Mapping the Interstellar Medium with Near-infrared Diffuse Interstellar Bands

Zasowski, G.; Ménard, B.; Bizyaev, D.; García-Hernández, D. A.; García Pérez, A. E.; Hayden, M. R.; Holtzman, J.; Johnson, J. A.; Kinemuchi, K.; Majewski, S. R.; Nidever, D. L.; Shetrone, M.; Wilson, J. C.
Bibliographical reference

The Astrophysical Journal, Volume 798, Issue 1, article id. 35, 14 pp. (2015).

Advertised on:
1
2015
Number of authors
13
IAC number of authors
1
Citations
83
Refereed citations
68
Description
We map the distribution and properties of the Milky Way's interstellar medium as traced by diffuse interstellar bands (DIBs) detected in near-infrared stellar spectra from the SDSS-III/APOGEE survey. Focusing exclusively on the strongest DIB in the H band, at λ ~ 1.527 μm, we present a projected map of the DIB absorption field in the Galactic plane, using a set of about 60,000 sightlines that reach up to 15 kpc from the Sun and probe up to 30 mag of visual extinction. The strength of this DIB is linearly correlated with dust reddening over three orders of magnitude in both DIB equivalent width (W DIB) and extinction, with a power law index of 1.01 ± 0.01, a mean relationship of W DIB/AV = 0.1 Å mag–1 and a dispersion of ~0.05 Å mag–1 at extinctions characteristic of the Galactic midplane. These properties establish this DIB as a powerful, independent probe of dust extinction over a wide range of AV values. The subset of about 14,000 robustly detected DIB features have a W DIB distribution that follows an exponential trend. We empirically determine the intrinsic rest wavelength of this transition to be λ0 = 15 272.42 Å and use it to calculate absolute radial velocities of the carrier, which display the kinematical signature of the rotating Galactic disk.

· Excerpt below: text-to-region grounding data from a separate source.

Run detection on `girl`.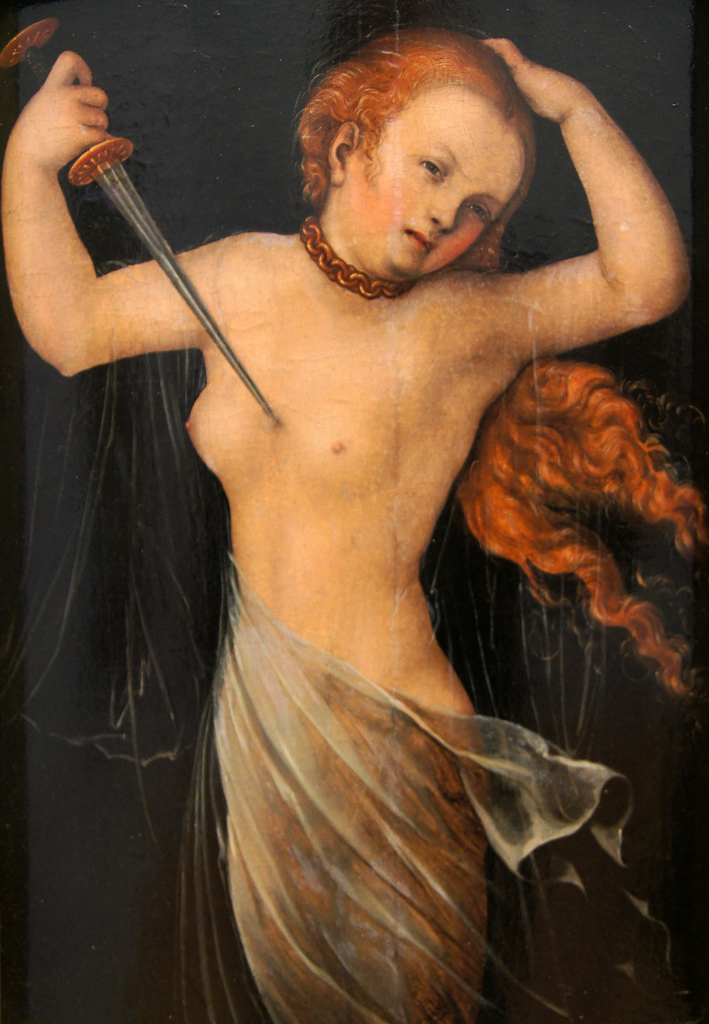
Result: bbox=[4, 18, 683, 1007].
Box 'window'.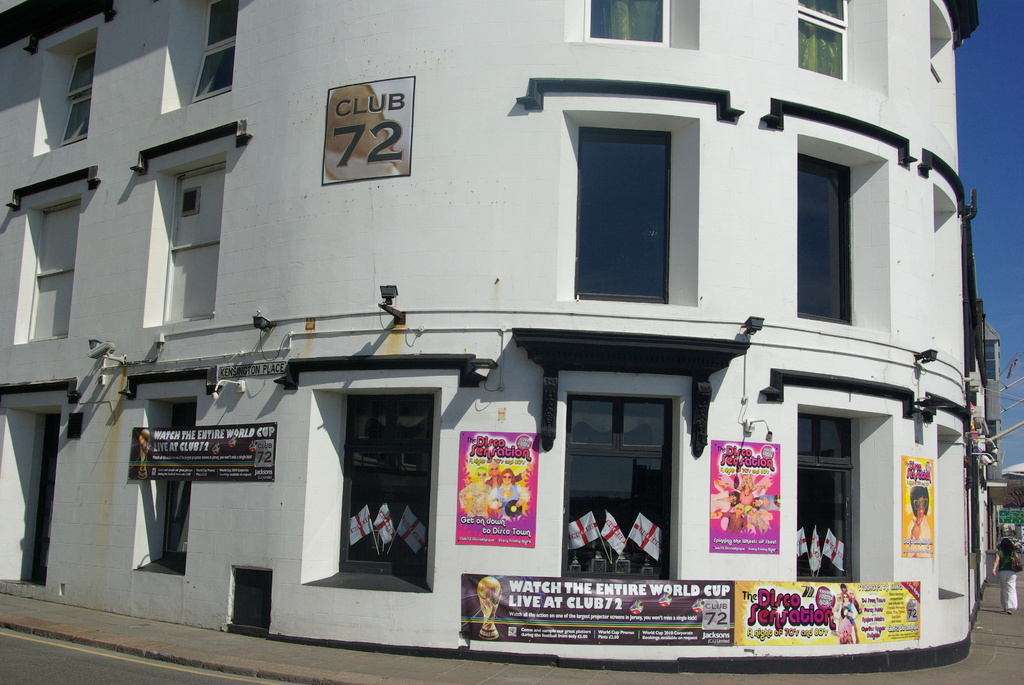
bbox=(328, 393, 460, 588).
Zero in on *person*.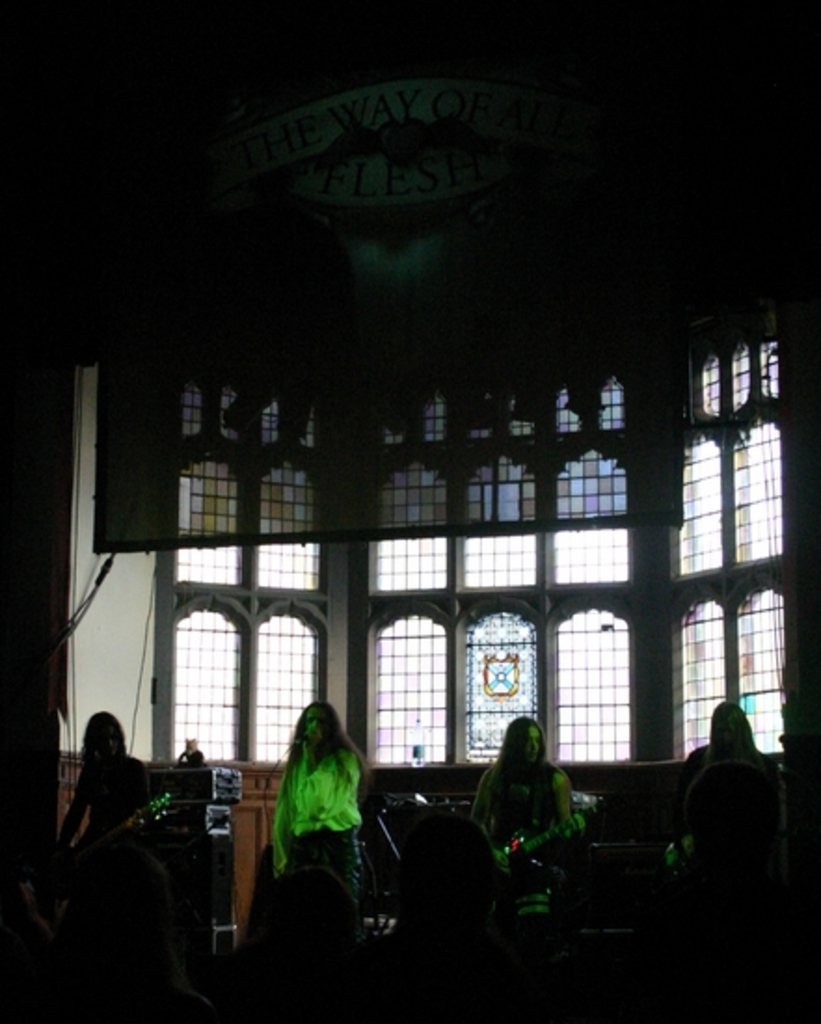
Zeroed in: (x1=471, y1=713, x2=585, y2=916).
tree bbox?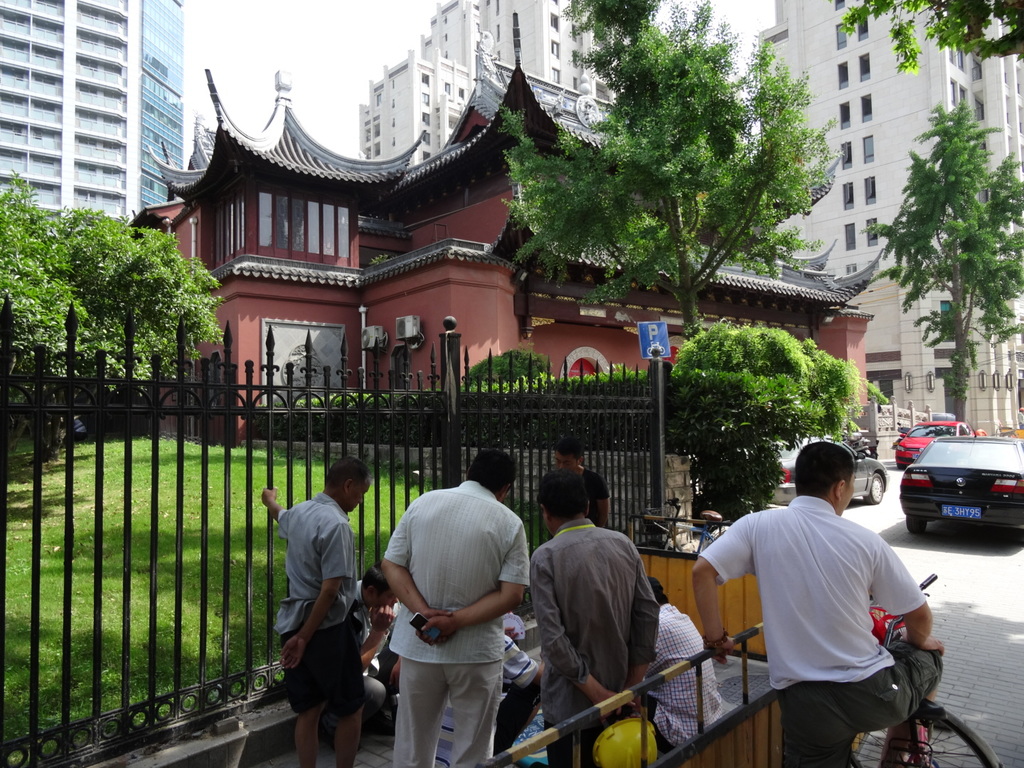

We probe the DIB carrier distribution in three dimensions and show that it can be characterized by an exponential disk model with a scale height of about 100 pc and a scale length of about 5 kpc. Finally, we show that the DIB distribution also traces large-scale Galactic structures, including the Galactic long bar and the warp of the outer disk.